Its a way of representing a tree with right-left pointers in each
record (basically re-inventing a hierarchical database
in a relational model...). A good description is in Joe Celko's SQL
For Smarties book. Selection is very fast because
any node's children have node ID's between the right and left nodes of
said node, so there's no mucking about
with connect by and what not. There's a synopsis linked at the PG
Cookbook pages (http://www.brasileiro.net/postgres/cookbook),
but the cookbook seems to off-line (I think I'll offer to mirror it -
this happens frequently). There's another description at
http://www.intelligententerprise.com/001020/celko.jhtml?
_requestid=65750.
Insertion takes a fair amount of work, as you generally have to
re-arrange the node IDs when you add a record.

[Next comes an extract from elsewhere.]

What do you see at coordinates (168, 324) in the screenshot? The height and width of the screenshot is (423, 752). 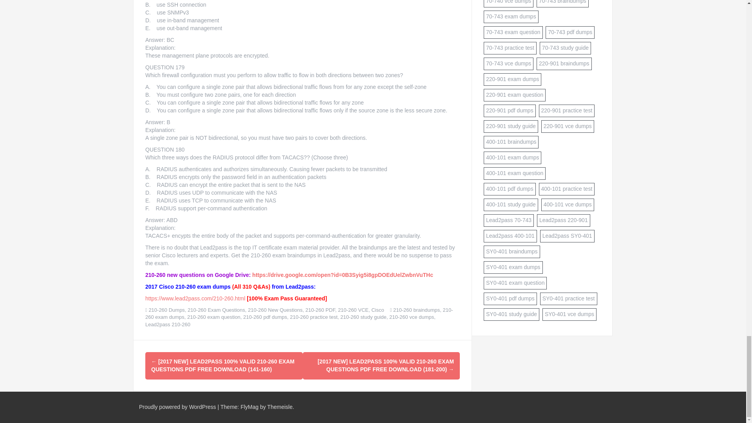 I see `Lead2pass 210-260` at bounding box center [168, 324].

On Mar 29, 2004, at 12:05 PM, Jaime Casanova wrote:
>
>> Andrew,
>
>> > I used to use the connect-by patch, but have since rewritten
>> everything
>> > to use a nested set model.
>
>> Cool! You're probably the only person I know other than me using
>> nested sets
>> in a production environment.
>
>
> can you explain me what is a nested set?
>
> _________________________________________________________________
> Add photos to your messages with MSN 8. Get 2 months FREE*.
> http://join.msn.com/?page=features/featuredemail
>
>
> ---------------------------(end of
> broadcast)---------------------------
> TIP 5: Have you checked our extensive FAQ?
>
> http://www.postgresql.org/docs/faqs/FAQ.html
>
--------------------
Andrew Rawnsley
President
The Ravensfield Digital Resource Group, Ltd.